Mark,

On 6/18/25 3:08 AM, Mark Thomas wrote:
On 17/06/2025 21:13, Christopher Schultz wrote:
All,

I recently wrote a relatively simple Servlet (which is less and less common these days with frameworks, etc.) and I was surprised that I got a chunked response.

<snip/>

It's not interfering with the operation of the servlet or the client, but why am I not getting a "simpler" response?

Good question. I would not expect a chunked response either.

I thought it might be interesting to document how I investigated this. It is a simple question but the approach is fairly general.

My first thoughts were - why might this happen? The response clearly does fit inside the buffer so why is it chunked? Is something (a filter?) causing the response to be committed before the body is written?

Hmm this might be a clue.

Have there been any changes to relevant Tomcat code that I can recall (no) or is there anything that looks relevant in the changelog (not in the 6 months or so before the version being tested).

No real clues there to help direct the investigation.

The issue was reported with 9.0.97 so my first task to to perform a clean build of 9.0.x from source.

Then I created a dynamic web project in Eclipse using the provided servlet code. I though about using a JSP which should be broadly the same but there is a lot of plumbing that sits around a JSP so I went with the simple "Hello World" servlet.

Deploy the web application to my local Tomcat instance and check it works with a a browser. It does.

Next, use telnet to make an HTP request. Using telnet means I know exactly what was sent to the client and I can see exactly what was returned.

I see a 200 response with a content length - as expected.

At this point I am beginning to suspect something in the environment is causing the response to be committed.

The report was against 9.0.97 and I have been testing 9.0.x so the next step is to switch to the 9.0.97 tag, rebuild and then retest.

Same result. I also confirmed the browser was seeing a content-length header.

So all the evidence points to something beyond a clean Tomcat install (a Filter or Valve are the most likely) that is committing the response before the content is written.

I'll review all the Filters that are firing. Our code is usually quite meticulous about not disturbing the state of the request to avoid things like this, but it's always possible.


#### TASK INSTRUCTIONS
Once you find the line containing "This screenshot has width=1189, height=551.", set down exactly that line and every one after it through the end of the listing below, with both ends included and any pictures omitted.

#### SUPPLIED RECORDS
━━━━━━━━
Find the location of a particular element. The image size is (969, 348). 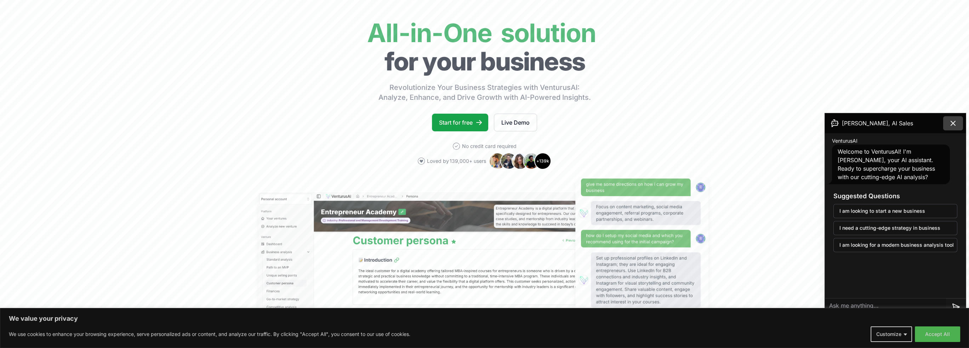

button: I need a cutting-edge strategy in business is located at coordinates (895, 228).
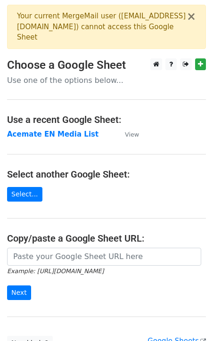 This screenshot has height=341, width=213. What do you see at coordinates (53, 134) in the screenshot?
I see `a: Acemate EN Media List` at bounding box center [53, 134].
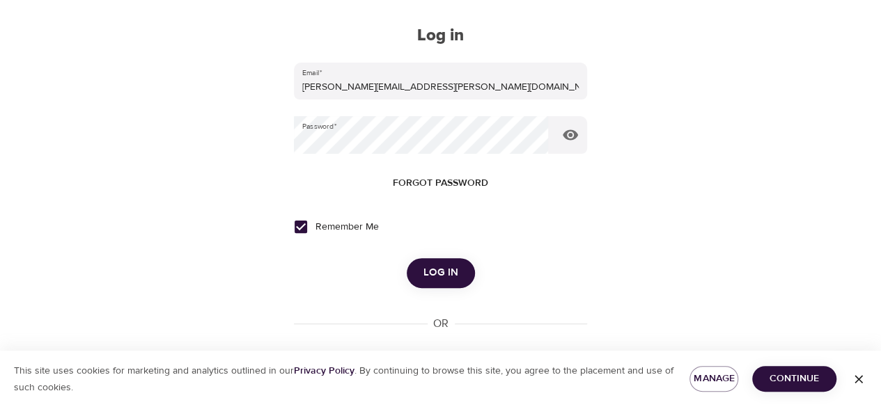 This screenshot has width=881, height=407. Describe the element at coordinates (714, 379) in the screenshot. I see `button: Manage` at that location.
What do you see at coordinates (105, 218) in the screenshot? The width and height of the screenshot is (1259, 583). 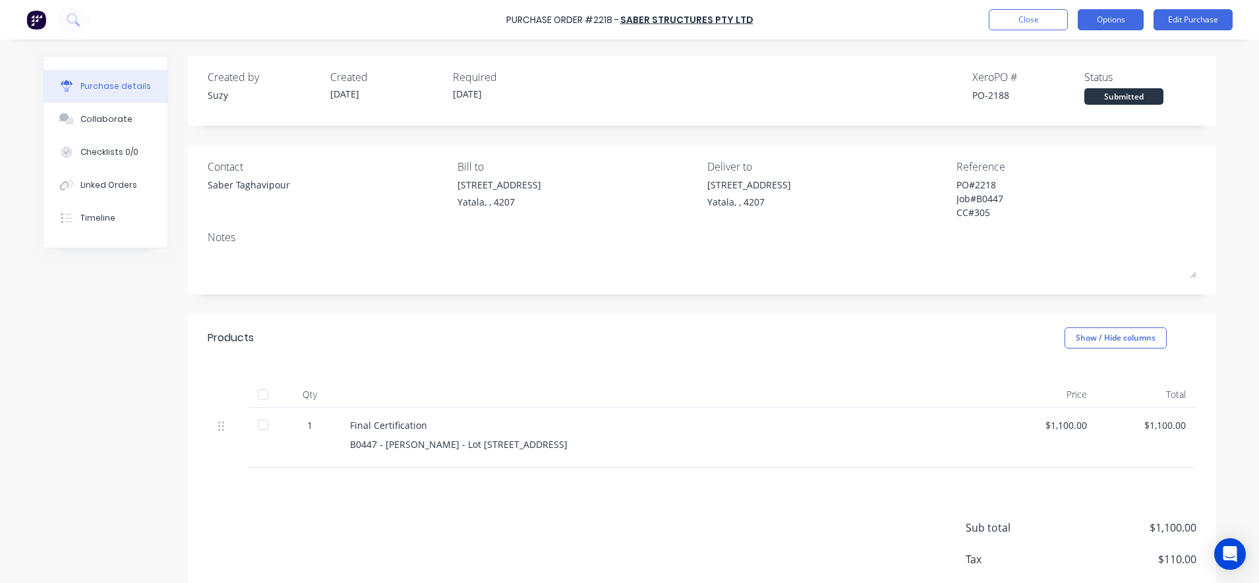 I see `button: Timeline` at bounding box center [105, 218].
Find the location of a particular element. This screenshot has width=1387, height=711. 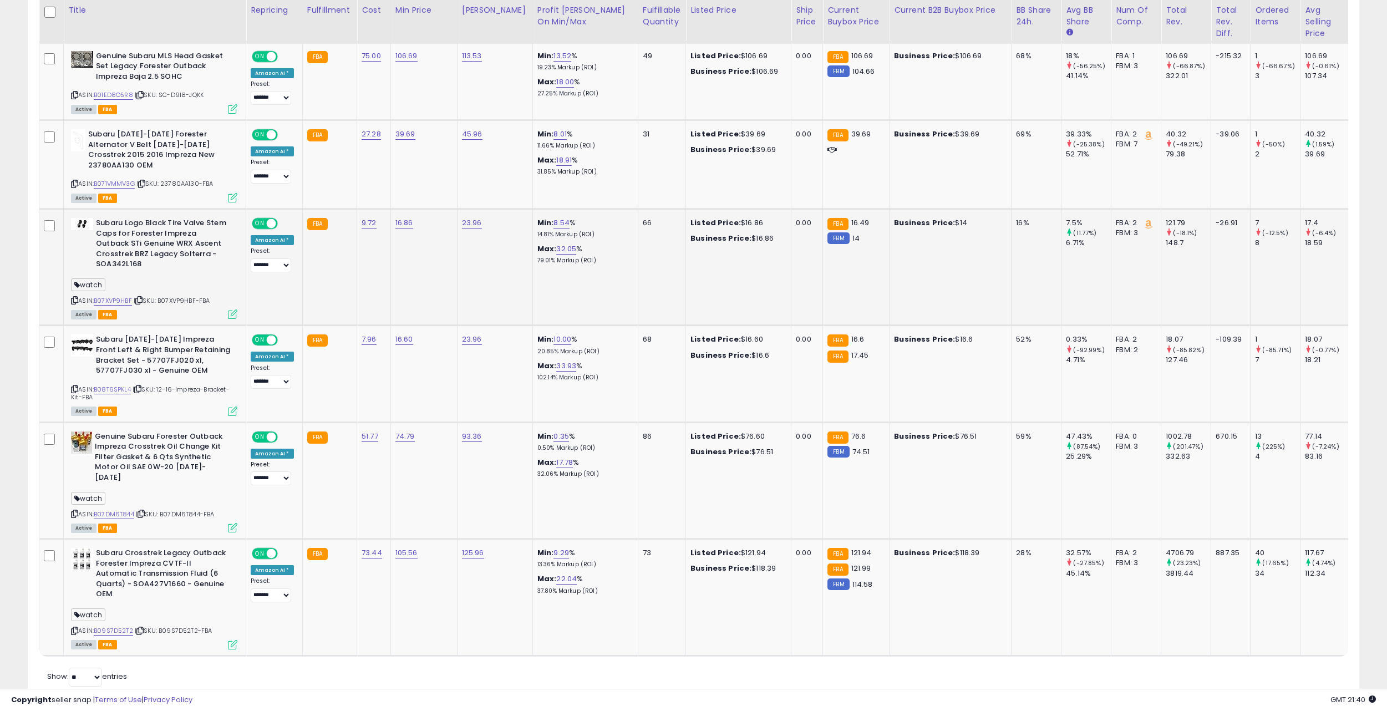

img: 31SY0wApw8L._SL40_.jpg is located at coordinates (82, 224).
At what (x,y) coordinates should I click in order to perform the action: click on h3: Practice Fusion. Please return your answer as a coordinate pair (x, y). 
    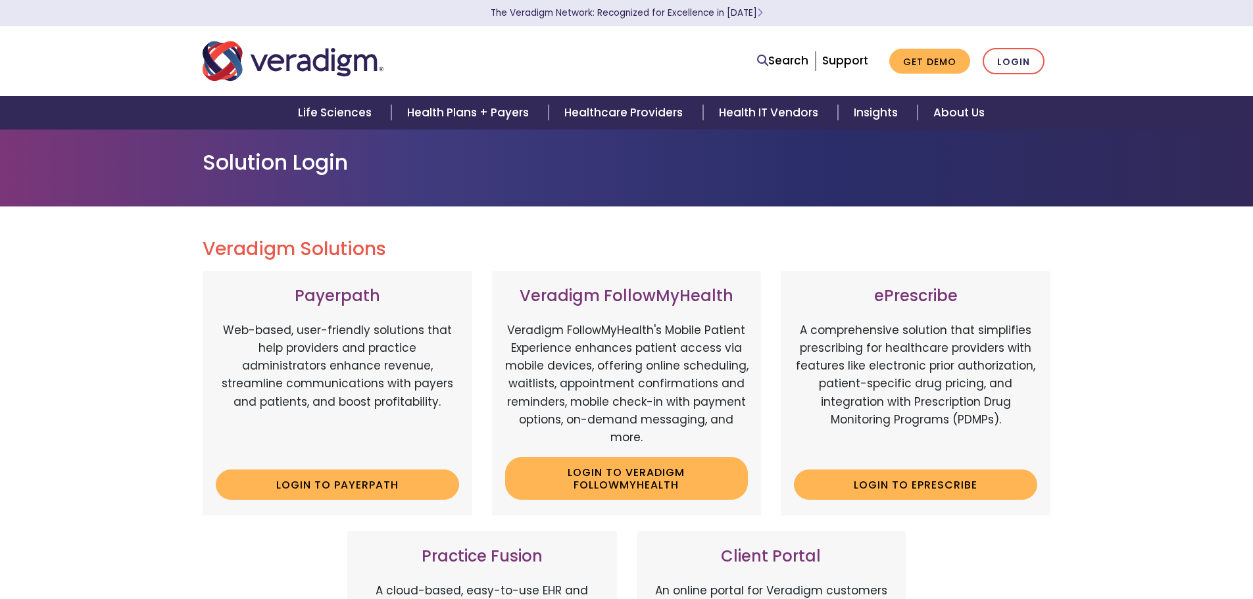
    Looking at the image, I should click on (482, 557).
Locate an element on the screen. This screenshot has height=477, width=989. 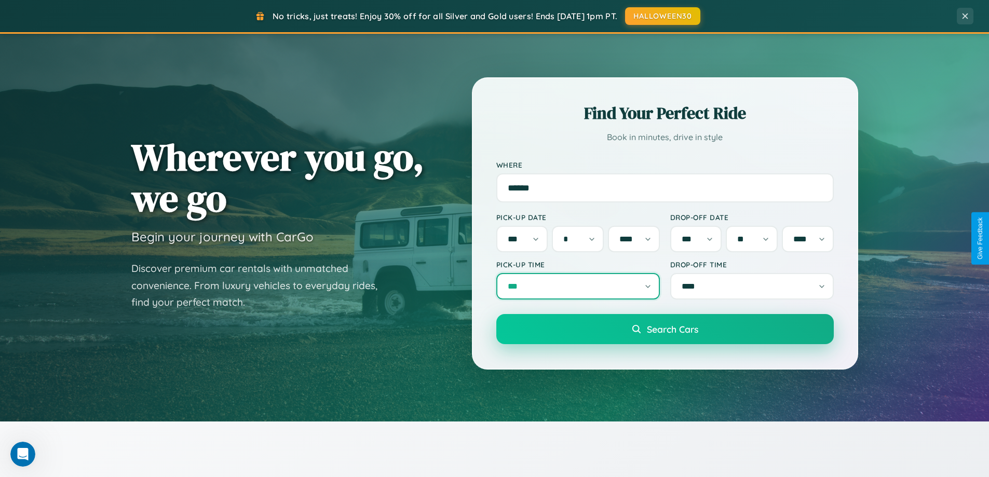
h3: Begin your journey with CarGo is located at coordinates (222, 237).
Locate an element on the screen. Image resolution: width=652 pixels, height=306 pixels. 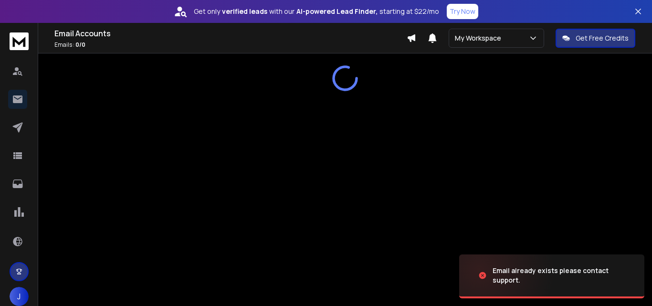
p: My Workspace is located at coordinates (480, 38).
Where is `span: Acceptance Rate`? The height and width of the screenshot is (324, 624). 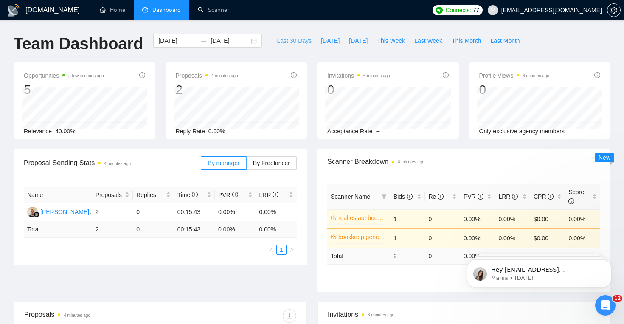 span: Acceptance Rate is located at coordinates (350, 131).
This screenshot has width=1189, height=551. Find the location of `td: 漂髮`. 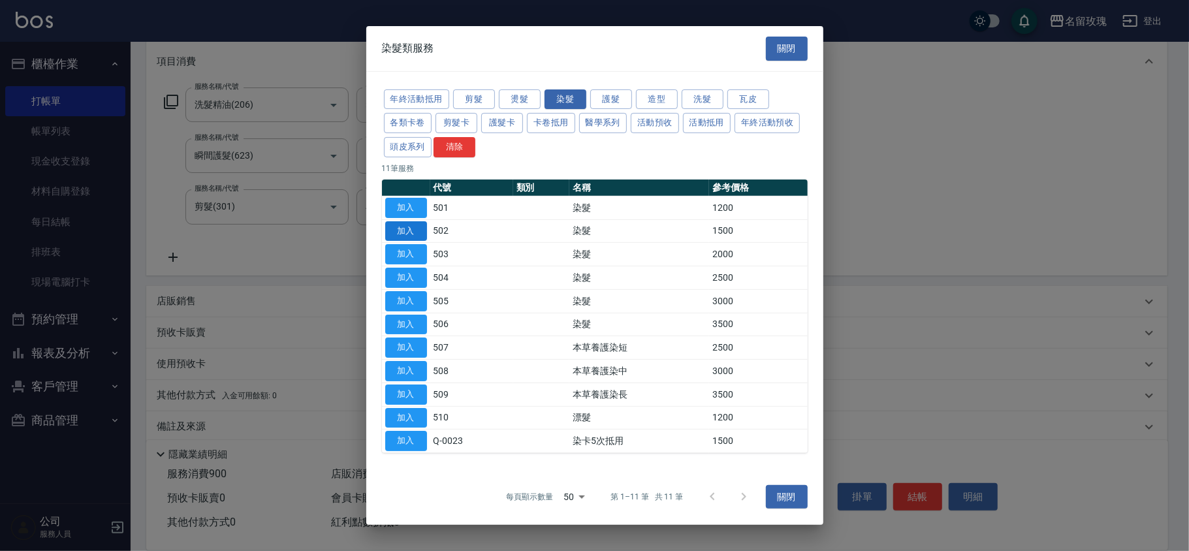

td: 漂髮 is located at coordinates (639, 418).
━━━━━━━━
#### REPLY TO THE EXERCISE
This screenshot has width=1189, height=551. Find the location of `td: 漂髮`. 

td: 漂髮 is located at coordinates (639, 418).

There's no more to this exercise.